As a century-old store in the American bicycle industry, Schwinn was once the number one bicycle brand in the world. But as competitors develop new bikes (such as mountain bikes) and market demand becomes segmented, Schwinn sticks to its legacy. Boss Ed Swin and his management team insisted on launching into a market that no longer existed, and bankruptcy was inevitable.
America's famous lingerie brand Fruit of the Loom is in decline, also because CEO William Farley ignores innovation -- because in the past, innovation was not the way to win for a company.
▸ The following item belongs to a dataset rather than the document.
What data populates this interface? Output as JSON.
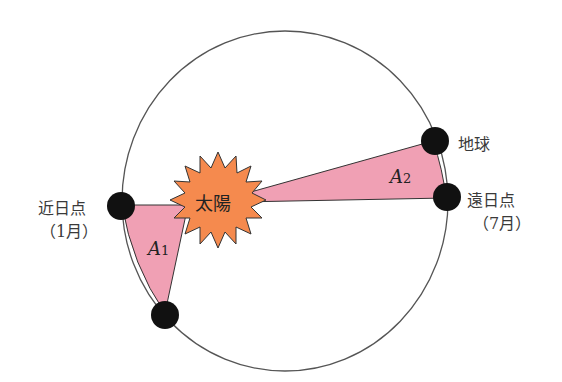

CEOs with this habit choose a course of action without delving into the multitude of alternatives, but instead base their decisions on what has made them successful in the past. Mattel's Ballard used the same promotional techniques that made her successful in promoting Barbie dolls to promote educational software—a product that was very different from rag dolls, both in how they were distributed and how they were consumed, and the results were predictable. Will Smithburg of Quaker had successfully marketed a Gatorade sports drink, the problem is, when Quaker bought Snapple, he wanted to do exactly the same . In fact, Snapple relies on the form of franchise sales, and the sales channels are fundamentally different from Gatorade. Smithberg was eventually fired by the board.
This text is excerpted with permission from the book Why Smart Executives Fail: And What You Can Learn from Them by Sydney Finkelstein, published by Portfolio, part of Penguin Publishing Group. The author registered copyright in 2003. Translated by Liu Yanqun.
Sydney Finkelstein is a professor at Dartmouth University's Tuck School of Business.